Easy problem to fix. “Okay … I’ll go to the store and buy more.”
“Don’t bother,” she huffs. “I was just there. Every grocer in the county is out of stock.”
“What? Why? We can’t make most of our drinks without…”
“Yeah, I know.” She pours black coffee into a ceramic mug and hands it to a customer. “Dax and Philip are out looking for milk now.”
Weird. How can the city be out of milk? Who screwed-up the shipments and distribution? From where does our milk usually come?
I plate a slice of quiche. “Should we close the café until they get back?”
“No, let’s serve what we can.” She pours ice into the blender. “You’re not mad at me for what I said last night, are you?”
“Of course not.” I rinse the coffee grounds out of the portafilter and flush the machine’s group head.
“Good.” Missy drapes an arm over my shoulders and grins. “Oh, and that guy from yesterday is here. He bought you a cup of coffee and is waiting by the window.”
Please let her be thinking about another guy customer. Nope, it’s Jack. What possessed him to come back? He can’t bribe me with coffee. Well, yeah, he probably can, but I don’t want him to want to bribe me. Why? I’m not sure. Maybe because all this is too incredible to be real. Maybe because I’ve watched too many girls be h
urt by gorgeous, endearing men. But I need to know why he’s here. I need to know if there’s even the smallest chance this could be real.
“You could’ve led with that, Missy.” I turn my head, meeting Jack’s observant gaze. He waves at me from across the room and motions to an awaiting mug of coffee. Nausea dissolves my stomach. Never mind. I don’t want to talk with him. Talking leads to liking. And liking leads to heartbreak. Hot guy flirting with an average girl—the equation doesn’t add up.
What if I’m just bad at math?
The march across the coffeehouse is turbulent and physically impossible, like swimming against a riptide during a thunderstorm. Heart pounds. Knees buckle. Jon’s voice in the back of my head tells me to be gutsy, have gumption, swallow my fear and swim against the current with Olympic speed. Jack smiles before closing his zombie-novel. His cobalt eyes pierce through me like daggers. Swim, Julie, swim.

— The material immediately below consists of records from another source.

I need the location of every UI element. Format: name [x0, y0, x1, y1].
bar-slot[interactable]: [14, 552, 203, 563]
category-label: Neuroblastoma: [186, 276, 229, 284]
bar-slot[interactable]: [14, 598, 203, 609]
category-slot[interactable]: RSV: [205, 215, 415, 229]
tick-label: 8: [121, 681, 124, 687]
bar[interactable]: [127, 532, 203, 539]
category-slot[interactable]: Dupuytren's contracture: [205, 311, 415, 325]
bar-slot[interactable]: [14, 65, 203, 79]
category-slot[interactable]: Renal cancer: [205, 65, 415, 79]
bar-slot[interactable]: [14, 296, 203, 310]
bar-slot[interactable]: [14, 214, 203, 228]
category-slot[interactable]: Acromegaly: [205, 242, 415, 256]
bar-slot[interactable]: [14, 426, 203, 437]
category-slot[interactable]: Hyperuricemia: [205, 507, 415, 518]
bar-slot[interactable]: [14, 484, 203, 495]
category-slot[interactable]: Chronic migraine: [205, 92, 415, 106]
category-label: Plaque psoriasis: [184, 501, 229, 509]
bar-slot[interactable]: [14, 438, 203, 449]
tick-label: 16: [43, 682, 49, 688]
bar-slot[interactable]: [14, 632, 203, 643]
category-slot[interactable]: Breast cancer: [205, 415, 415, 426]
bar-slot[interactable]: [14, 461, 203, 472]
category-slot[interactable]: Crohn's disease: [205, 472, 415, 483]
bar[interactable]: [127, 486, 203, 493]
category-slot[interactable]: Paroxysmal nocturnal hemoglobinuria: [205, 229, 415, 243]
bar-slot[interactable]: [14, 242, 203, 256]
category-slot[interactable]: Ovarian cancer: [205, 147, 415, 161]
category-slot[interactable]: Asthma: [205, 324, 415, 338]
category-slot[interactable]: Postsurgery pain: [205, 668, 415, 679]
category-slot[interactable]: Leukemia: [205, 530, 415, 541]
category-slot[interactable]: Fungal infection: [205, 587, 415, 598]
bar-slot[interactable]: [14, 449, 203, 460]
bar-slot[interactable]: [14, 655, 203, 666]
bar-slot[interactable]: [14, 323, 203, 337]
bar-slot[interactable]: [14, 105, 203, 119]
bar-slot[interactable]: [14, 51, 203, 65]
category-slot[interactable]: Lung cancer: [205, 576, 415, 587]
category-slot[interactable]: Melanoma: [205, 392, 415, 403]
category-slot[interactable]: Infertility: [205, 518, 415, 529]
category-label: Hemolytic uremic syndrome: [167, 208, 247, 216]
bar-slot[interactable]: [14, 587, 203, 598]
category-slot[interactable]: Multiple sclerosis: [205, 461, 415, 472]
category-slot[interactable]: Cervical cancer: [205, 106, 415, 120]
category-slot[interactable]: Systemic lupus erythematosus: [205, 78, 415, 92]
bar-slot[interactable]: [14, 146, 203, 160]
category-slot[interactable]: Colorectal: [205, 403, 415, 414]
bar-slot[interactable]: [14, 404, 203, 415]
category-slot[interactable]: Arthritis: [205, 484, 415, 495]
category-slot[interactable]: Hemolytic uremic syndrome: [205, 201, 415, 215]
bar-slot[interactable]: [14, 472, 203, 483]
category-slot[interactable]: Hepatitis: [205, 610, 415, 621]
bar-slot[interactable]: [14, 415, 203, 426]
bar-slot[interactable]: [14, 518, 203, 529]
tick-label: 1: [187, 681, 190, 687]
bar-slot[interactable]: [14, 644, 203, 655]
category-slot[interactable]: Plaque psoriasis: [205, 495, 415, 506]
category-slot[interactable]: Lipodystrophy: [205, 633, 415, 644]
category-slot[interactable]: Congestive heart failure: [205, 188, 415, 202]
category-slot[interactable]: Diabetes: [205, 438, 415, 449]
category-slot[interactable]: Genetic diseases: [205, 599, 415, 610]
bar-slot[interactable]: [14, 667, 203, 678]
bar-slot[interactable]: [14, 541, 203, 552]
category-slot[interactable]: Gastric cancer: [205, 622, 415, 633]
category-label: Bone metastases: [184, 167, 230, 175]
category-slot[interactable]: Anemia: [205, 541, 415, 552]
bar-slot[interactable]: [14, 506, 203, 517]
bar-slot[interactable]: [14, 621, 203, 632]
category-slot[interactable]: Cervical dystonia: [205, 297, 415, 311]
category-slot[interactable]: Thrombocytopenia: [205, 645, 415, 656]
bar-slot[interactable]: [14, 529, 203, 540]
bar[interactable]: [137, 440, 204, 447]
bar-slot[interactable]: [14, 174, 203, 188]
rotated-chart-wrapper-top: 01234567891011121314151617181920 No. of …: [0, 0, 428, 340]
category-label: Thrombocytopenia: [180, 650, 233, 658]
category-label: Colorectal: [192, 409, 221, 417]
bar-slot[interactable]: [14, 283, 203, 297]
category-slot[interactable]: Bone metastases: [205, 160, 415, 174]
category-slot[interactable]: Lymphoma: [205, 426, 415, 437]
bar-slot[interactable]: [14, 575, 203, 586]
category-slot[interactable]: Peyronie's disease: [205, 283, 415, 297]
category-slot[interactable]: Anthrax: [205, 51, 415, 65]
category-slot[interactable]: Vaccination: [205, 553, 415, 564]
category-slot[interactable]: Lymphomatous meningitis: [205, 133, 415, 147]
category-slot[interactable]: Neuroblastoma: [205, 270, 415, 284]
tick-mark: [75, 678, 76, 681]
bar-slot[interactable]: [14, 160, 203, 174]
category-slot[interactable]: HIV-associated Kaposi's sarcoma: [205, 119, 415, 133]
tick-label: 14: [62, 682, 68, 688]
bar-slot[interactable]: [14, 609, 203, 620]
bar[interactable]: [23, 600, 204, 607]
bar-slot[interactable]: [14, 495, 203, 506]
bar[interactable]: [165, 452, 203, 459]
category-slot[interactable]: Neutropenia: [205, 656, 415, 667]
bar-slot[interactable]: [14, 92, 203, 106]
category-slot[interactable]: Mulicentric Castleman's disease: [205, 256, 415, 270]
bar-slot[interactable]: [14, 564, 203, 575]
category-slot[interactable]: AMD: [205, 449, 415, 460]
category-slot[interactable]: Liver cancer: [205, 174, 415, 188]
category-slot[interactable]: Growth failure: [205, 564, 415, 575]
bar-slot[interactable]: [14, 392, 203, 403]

“What’s your problem?” If I appear angry and confrontational, it’s possible he won’t be able to break me. “Do you flirt with every girl you meet or only the ones who bring you coffee?”
“I don’t understand.” He tilts his head, furrows his thick brow. “I’m not flirting with you.”
No man should be that handsome. It’s unfair and offensive to all the other guys on Earth. If we were made in God’s image, then he was made to look like someone else. His face is perfectly chiseled—I want to touch it. I want to run my fingers through his soft, styled hair without anyone batting an eye. Goodness, he can break me.
“Then, what do you want? Is this all a big joke, a game?”
“I don’t want anything from you. I don’t have a motive. I’m not an evil supervillain.” He scoots his chair closer to me and looks up into my illusionary bastion. “Listen, Julie. I’m not around people often, due to my job. So when I do find someone I like, I try to build a relationship. And as surprising as it is, I actually like you.” He said my name. Why did it sound different from his mouth, like poetry, like it belonged to someone more charming and elegant than me?